01 Milwaukee musicians crime scenes
Why this group of musicians plays at crime scenes
01:27 - Source: WISN
CNN  — 

There’s a new kind of first responder to some crime scenes in Milwaukee, Wisconsin: musicians.

Toting their violin, viola and bass cases, they set up among the investigating police and reporters scrambling to get the story after a shooting. And soon the mournful sound of a spiritual, like “Sometimes I Feel Like a Motherless Child,” fills the night.

The Black String Triage Ensemble, with seven members ranging in age from 11 to 70-something, has played at more than a dozen crime scenes this summer, according to CNN affiliate WISN.

Dayvin Hallmon founded the volunteer group of string musicians this year. The group, made up of African-Americans and Latinos, aims to be a “healing force” for communities coping with violence, he said.

The musicians play not so much for the immediate victims and their relatives. For those people, “the trajectory of healing, and dealing with that, is so much longer” than the music can span, Hallmon said.

Rather, the music is meant mainly for “everybody else, the person down the street, for everybody in that space who has to drink that aftermath,” Hallmon said.

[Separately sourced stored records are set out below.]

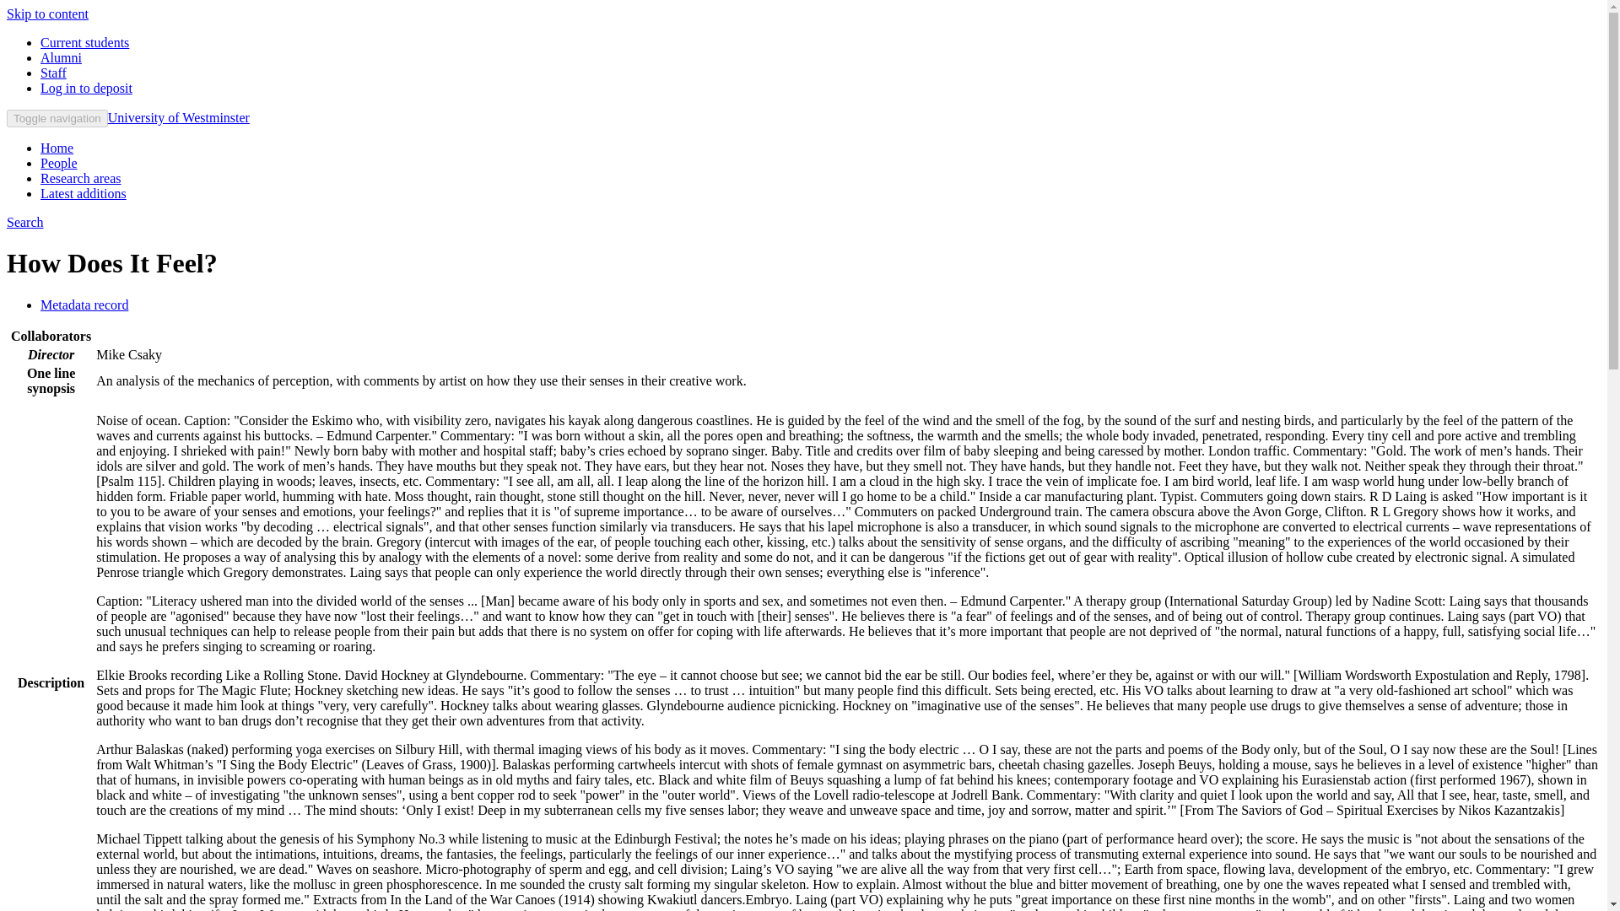 The image size is (1620, 911). Describe the element at coordinates (47, 13) in the screenshot. I see `Skip to content` at that location.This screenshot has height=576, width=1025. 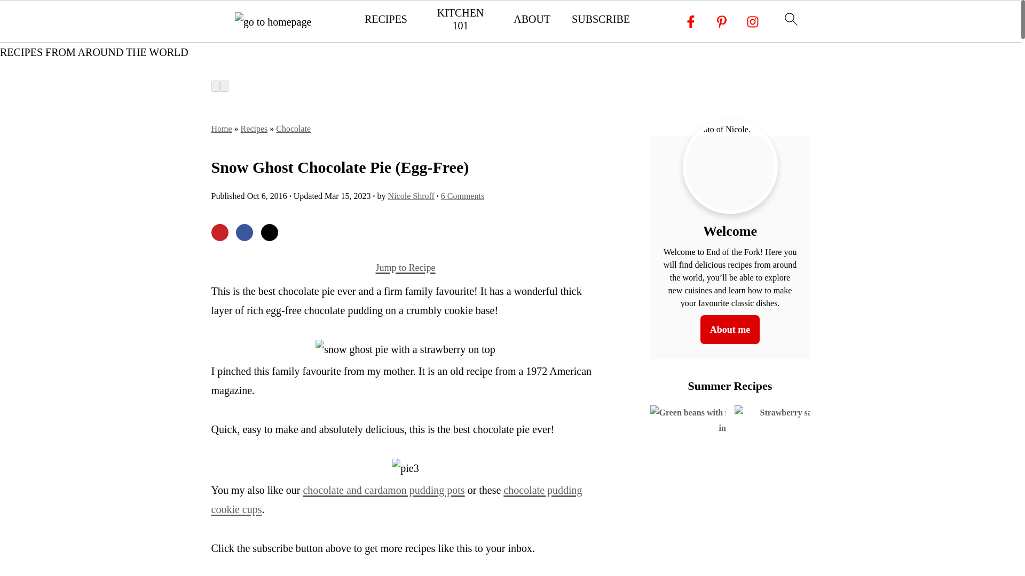 I want to click on chocolate and cardamon pudding pots, so click(x=383, y=490).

On Friday, the group showed up at the scenes of two different shootings in the city, WISN reported. First, they played at a location where a man had been shot that afternoon. Then, they moved blocks away, where a man had been shot in the legs.

Hallmon told CNN he doesn’t ask police about the details of what happened at the scene. He’s just happy they don’t ask him to leave.

“I don’t need to know,” he said.

‘I’ll sleep better tonight knowing you are here’

The group plays on certain weekends that Hallmon set aside for the group to be on call. Volunteers have to be ready to respond during the on-call weekends, as well attend practice dates.

The first time the group played after a shooting, Hallmon said, a woman came out in her bathrobe as they were packing up to leave. She introduced herself as the mother of the person who had been shot.

“I will sleep better tonight knowing you are here,” she said, according to Hallmon.

“What’s amazing about this is that from the feedback, this has hit every single marker” he set for the group from the outset, Hallmon said.

The group plays a six-song set

The group plays a set that goes through five stages of grief: a spiritual for denial; classical music for anger; jazz for bargaining; then blues and soul music for depression and acceptance. All the music is by African-American composers, including Duke Ellington and Curtis Mayfield.

The group concludes with a sixth song, for faith.

“If we don’t believe the situation is going to better, as humans, we’re not going to go forward,” Hallmon said. “Something has to convince you that it’s going to get better.”

A trip to Washington helped plant the idea

Hallmon said he plays seven instruments and has been a church musician since he was about 9.

He said he began getting the idea for the group during a visit to the National Museum of African American History and Culture in Washington, DC.

“Something said to me: ‘Address the life condition,’ ” Hallmon said. “I said, ‘I don’t know what that means.’ “

Back at his hotel room, he watched Oprah Winfrey on TV, and heard her talk about childhood trauma, saying there has to be a way to fix the hole in the soul of people, Hallmon recalled.

That’s when it hit him, he said: “The answer is music.”